Here’s a scenario that I think is fairly common: I’m having an email conversation with another person (“Melissa” in this example). I reply to Melissa’s email; then, later, before I’ve gotten a new reply back from Melissa, I come across additional information that I want to send to her as part of the same email conversation.
To do this, I could just re-reply the most recent message that I got from Melissa – the one I already replied to earlier -- but in that case, my earlier reply would be dropped from the conversation when Melissa responds and the conversation continues:
What I really want to do instead is to reply to my own latest message in the conversation, so that the entire thread of the conversation will be preserved in the message:
Unfortunately, some modern email clients do not have very good support for this scenario, including (as I write this) the latest versions of Microsoft Outlook and Novell GroupWise.

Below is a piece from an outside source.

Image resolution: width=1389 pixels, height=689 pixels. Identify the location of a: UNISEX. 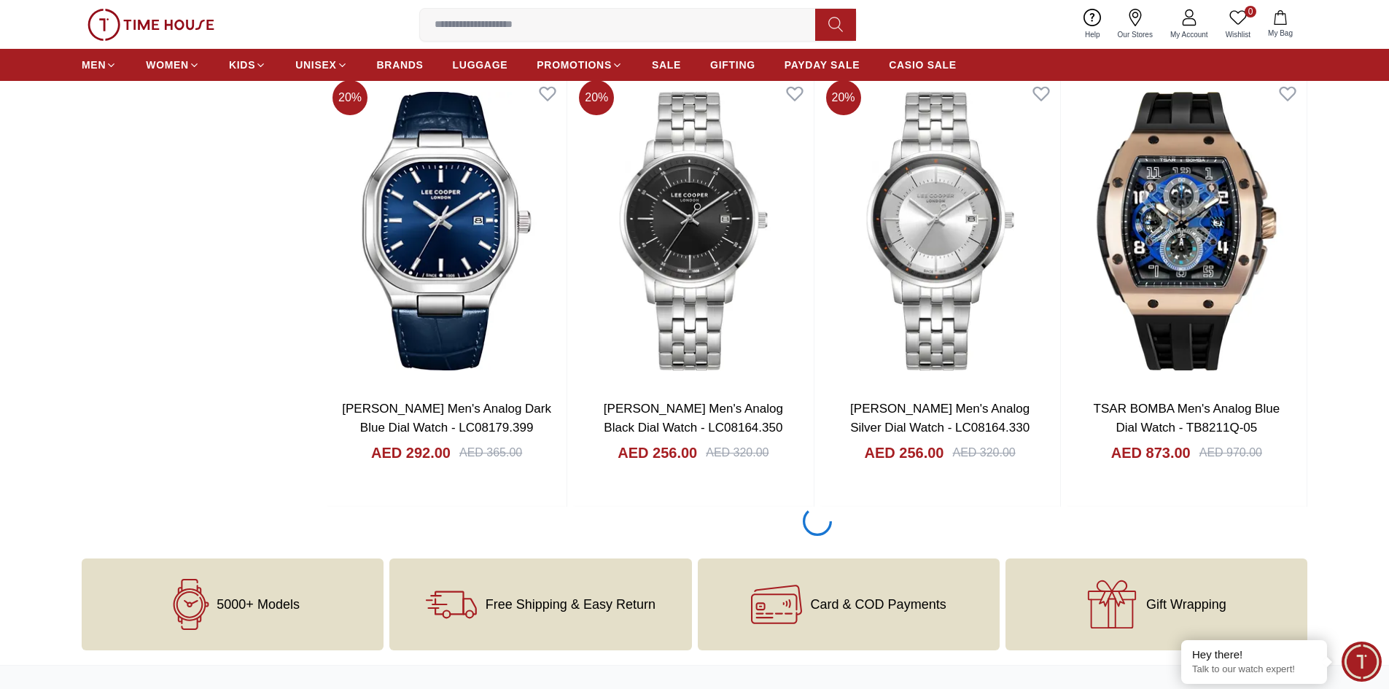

- In Outlook (versions 2003 and 2007), if you Reply to a message in your Sent Mail folder, Outlook populates the "To" field with your own address, instead of populating it with the address (or addresses) of the other conversation participants. If you "Reply to All", both your address and the other participants' addresses are populated in the "To" field. In both cases, you need to fix the "To" field manually to make it have only the recipient(s), and not yourself.
- In GroupWise (version 7), the application doesn't permit to you do a Reply on items in the Sent Items folder at all! (The menu item Actions | Reply is disabled when an email message is selected in Sent Items.) Instead, you are obliged to use the Forward feature instead, and then clean up the header fields of the new message by deleting the "Fwd:" that automatically gets prepended to the subject line, and manually re-entering the address (or addresses) of the other conversation participants.

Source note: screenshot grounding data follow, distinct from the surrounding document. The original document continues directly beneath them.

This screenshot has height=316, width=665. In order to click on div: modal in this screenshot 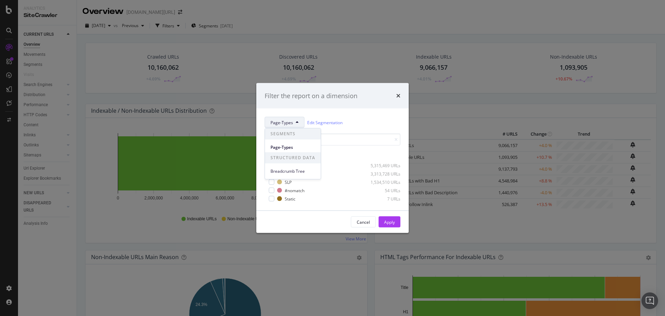, I will do `click(333, 158)`.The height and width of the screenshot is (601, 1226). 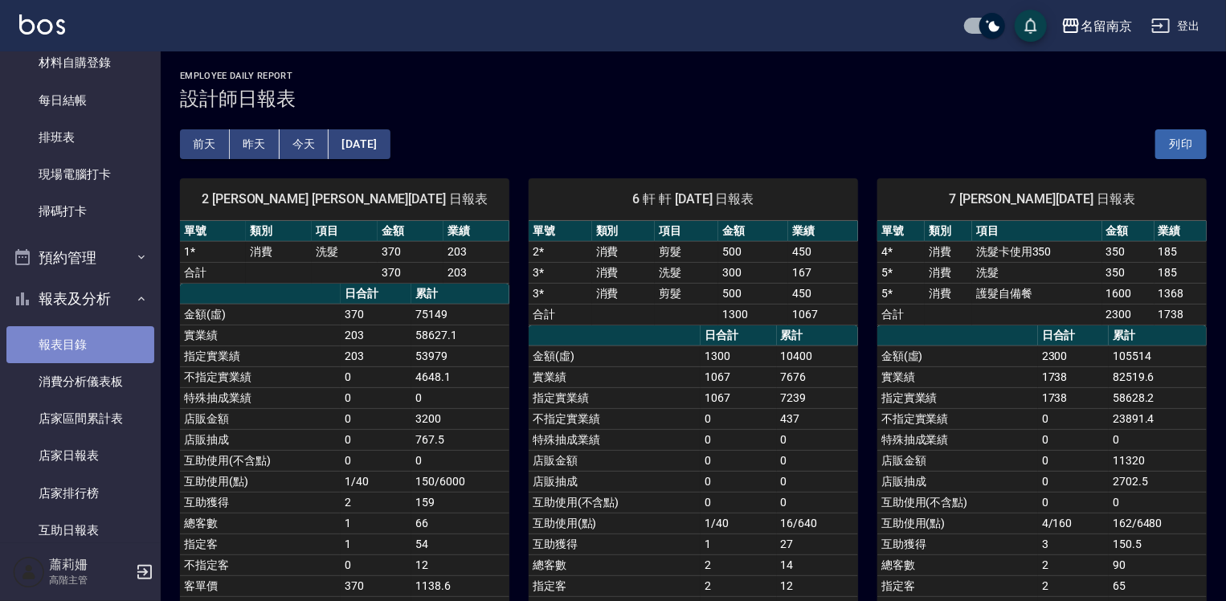 What do you see at coordinates (614, 586) in the screenshot?
I see `td: 指定客` at bounding box center [614, 586].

Gmail does handle doing a reply to a sent item correctly – good job by the usability guys at Google! Some other, older, mail clients may have handled this correctly as well; thinking back to my time at Michigan, I'm fairly sure that the now-venerable Pine email client handled this case properly.
It would be nice if Outlook and other mail clients that behave similarly would put the other conversation participants' addresses in the "To" field (and the "cc:" field when applicable) instead of your own address when you reply to an email message in your own sent items folder.